The shortest day of
The year is a reminder:
Time is an asset
Whenever the Winter Solstice comes around, it feels like the end of a story. The late morning and early sunset make the day feel like it’s flying by. It can seem like there’s never enough time to get everything done. It feels like the cosmos is saying “pencils down, time’s up.”
When something is scarce, it tends to demand more of our attention. If you need to pay more attention to time, having the sun rise while you’re driving to work and set in the middle of the afternoon is a pretty good mechanism to do so.
The time value of money is one of the first things that gets covered in most any financial literacy course. The sooner a person starts the process of earning compounding returns, the greater the probability that the investor reaches the steep part of the compounding curve. Add onto this the impacts of inflation, and you get the axiom “a dollar today is worth more than a dollar tomorrow.”
Morgan Housel, author of “The Psychology of Money”, uses Warren Buffet to demonstrate this point.
As of September 8, 2020, Buffet was 90 years old. By that time, he was worth over $81 billion. However, about $70 billion of that came after his mid-60s. He started investing at 10 years old, but he didn’t reach the dramatically steep part of the compounding curve for over 5 decades.
This can be looked at as a positive or negative.
Bad news first:
Every day a person spends doing something they know isn’t making progress towards a goal, financial or otherwise, is time they can never use again. Failing to start a debt management plan, or saving for a vacation, or maxing out available retirement plan contributions, or implementing an investment plan, pushes the steep part of the growth curve farther away.
To make up for lost time, some people resort to riskier behavior in the hopes that by latching onto things like cryptocurrency and meme stocks they can get outsized returns that make up for missed opportunities. The problem is that these strategies entail more risk. Risks can come in the form of risk of loss, losing the liquidity of funds, paying high fees, or all of the above.
Feeling the onset of age and too many years at desk jobs, I’ve gotten skilled over the years at overdoing it in the gym. I try to make progress too quickly, and eventually my body breaks down and I need time off to heal. Those lost days while I wait to be healthy again get added to the years I already missed by waiting to start. I’ve learned the hard (and painful) way that slow and steady means more days making progress.
The “make up for lost time” mindset is the behavioral default setting that panics when it falls behind. Panic leads to error, and can lead to a cascading spiral of impulsive decisions and mistakes that push our goals farther away.
Rather than having this backwards-facing view of time, the option always exists to look forward instead.
Having a forward-facing posture towards time turns it into an asset: something you always have and can use right now to your benefit.
The “make up for lost time,” backwards-looking posture treats time as a liability: something that has been lost and must be repaid with interest. The risks you take for make up for lost time are the interest charge on this time debt.
I believe the forward-facing posture is the healthier option. It takes advantage of the most important part of the compounding curve, which is not the steep part. Just like a roller coaster, the steep part is the fun part, but not the most important.
The most important part of the curve is where it starts. No one gets to the steep part of the compounding curve without first taking one step in its direction. You can’t get to the steep parts of the roller coaster without waiting in a boring line first.
The Winter Solstice may prompt feelings of regret and loss. The day is short, the night is long, the weather is cold. There is plenty of time to sit and ruminate on the “could haves” and “should haves” from the past year and beyond.
At the same time, the Solstice represents the start of a new journey. Every day for the next 6 months, the sun will creep a bit higher in the sky and we will have more daylight. Just like the early stages of a compounding curve, most people won’t notice the extra minutes of sun each day as they add up.
The angle of the sun relative to the earth’s axis of rotation changes 47° from one solstice to the next. Over a 365 day year, that means the angle changes less than .13° per day, or .27%. If the relative angle of the sun were an investment account, this would be an intolerably low rate of return. Yet in only six months this steady progress turns winter into Spring, and Spring into Summer.
New opportunities will emerge. What looked like a mistake yesterday may turn out to be an advantage today. There will be the chance to take one step towards a curve you want to grow towards.
All of us at SeaCure Advisors wish you and yours a restful, reflective holiday, and that 2023 is full of footsteps towards the things in life you value the most.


[Action item] Look below for the line that contains "This screenshot has width=319, height=520.", then copy it and each following line exactly, through and including the line that contains "Find the location of a".
___ Supplied records
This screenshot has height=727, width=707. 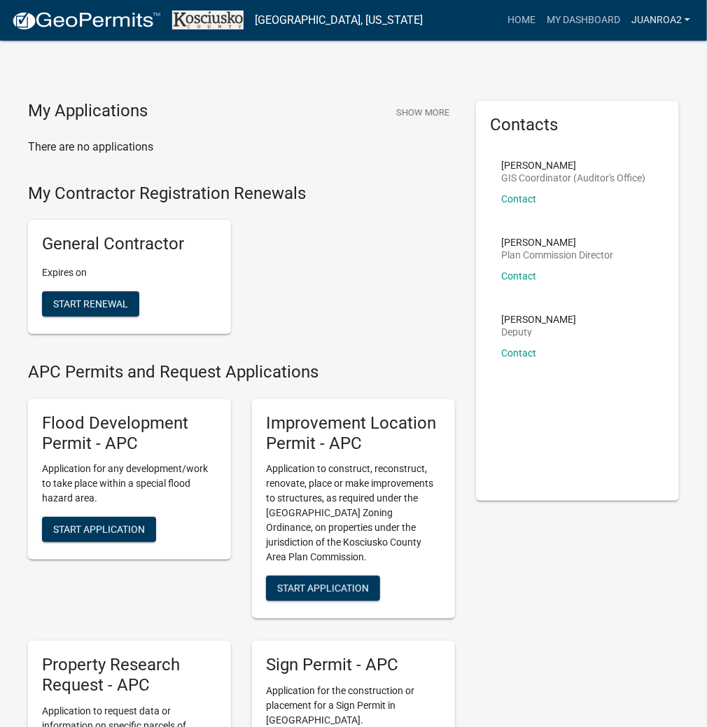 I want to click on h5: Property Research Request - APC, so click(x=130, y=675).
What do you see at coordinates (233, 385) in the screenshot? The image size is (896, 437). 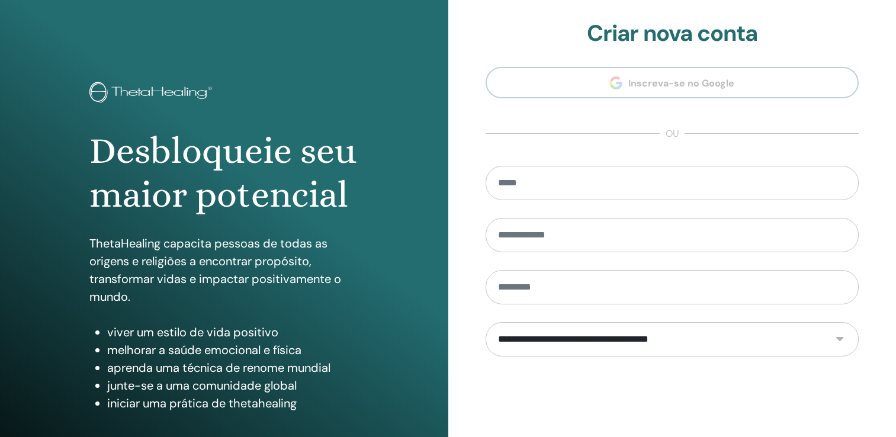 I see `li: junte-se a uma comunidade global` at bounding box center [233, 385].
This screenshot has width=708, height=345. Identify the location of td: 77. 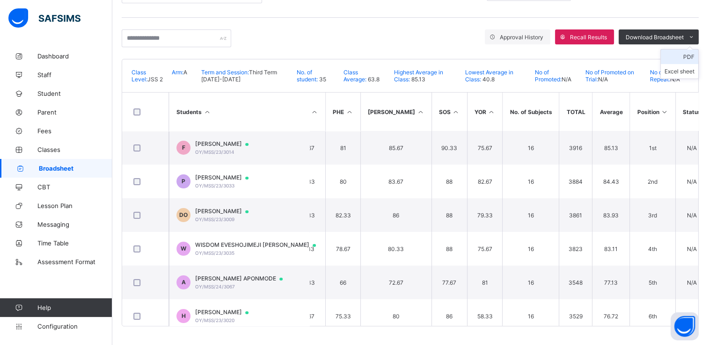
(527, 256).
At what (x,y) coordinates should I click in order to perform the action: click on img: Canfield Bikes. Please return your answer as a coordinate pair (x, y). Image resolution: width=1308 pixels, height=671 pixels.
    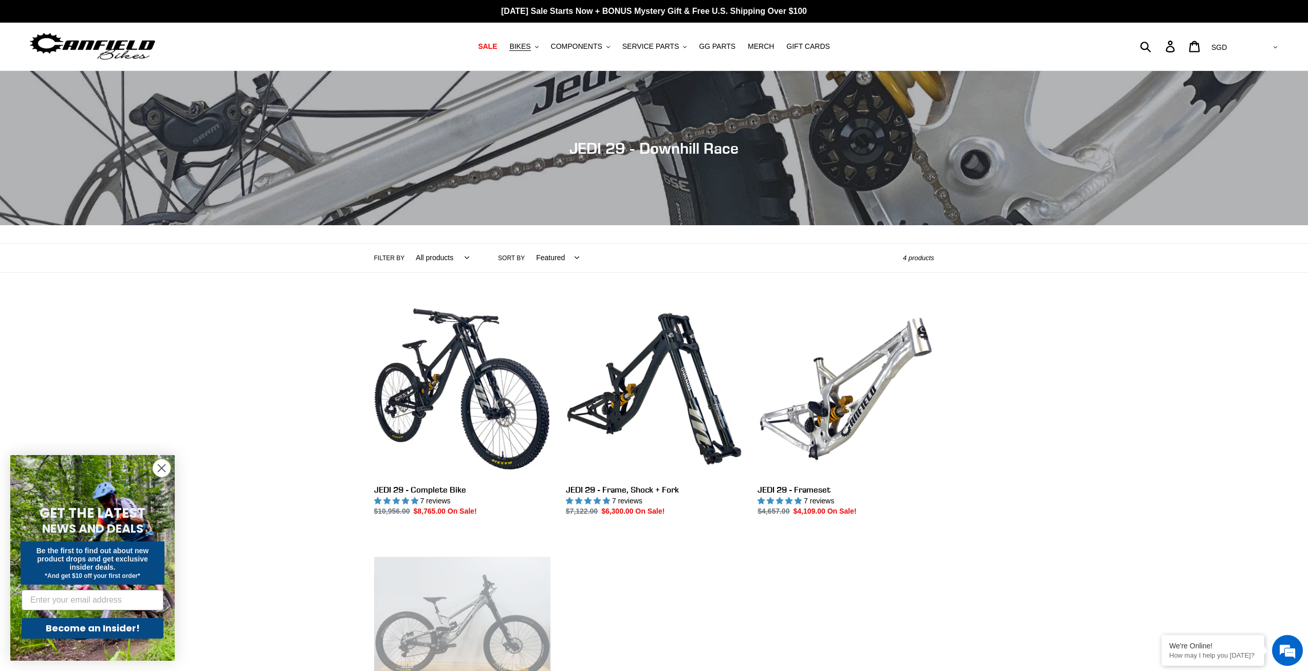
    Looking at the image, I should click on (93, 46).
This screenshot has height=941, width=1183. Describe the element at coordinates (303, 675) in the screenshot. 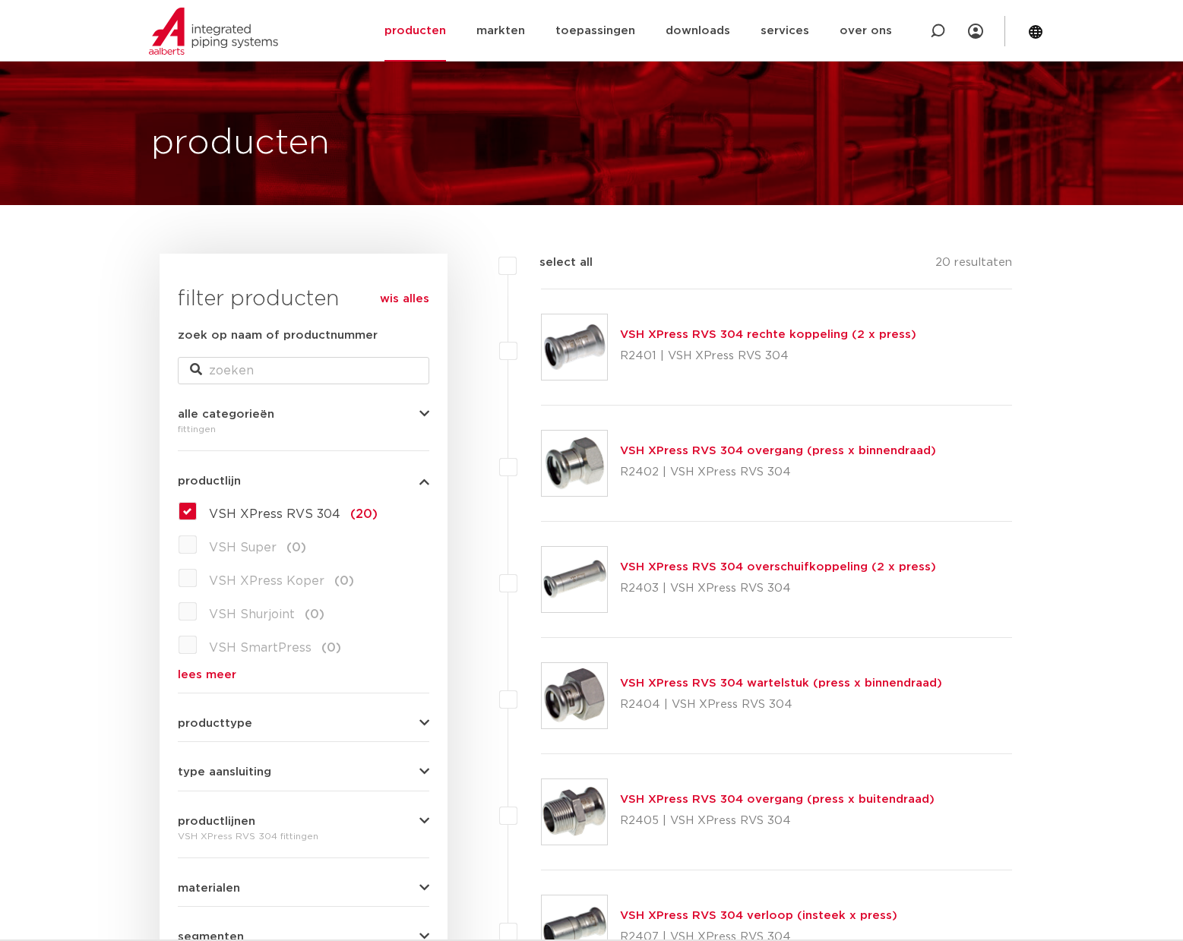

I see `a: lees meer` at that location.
______
___ Supplied records
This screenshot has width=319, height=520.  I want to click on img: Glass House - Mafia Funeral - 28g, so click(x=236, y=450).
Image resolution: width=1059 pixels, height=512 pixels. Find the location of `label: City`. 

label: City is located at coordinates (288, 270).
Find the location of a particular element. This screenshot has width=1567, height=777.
______
[Task solution]
This screenshot has width=319, height=520.  I want to click on img: Glass House - Mafia Funeral - 28g, so click(x=236, y=450).
Image resolution: width=1059 pixels, height=512 pixels. Find the location of `label: City`. 

label: City is located at coordinates (288, 270).
Find the location of a particular element. This screenshot has width=1567, height=777.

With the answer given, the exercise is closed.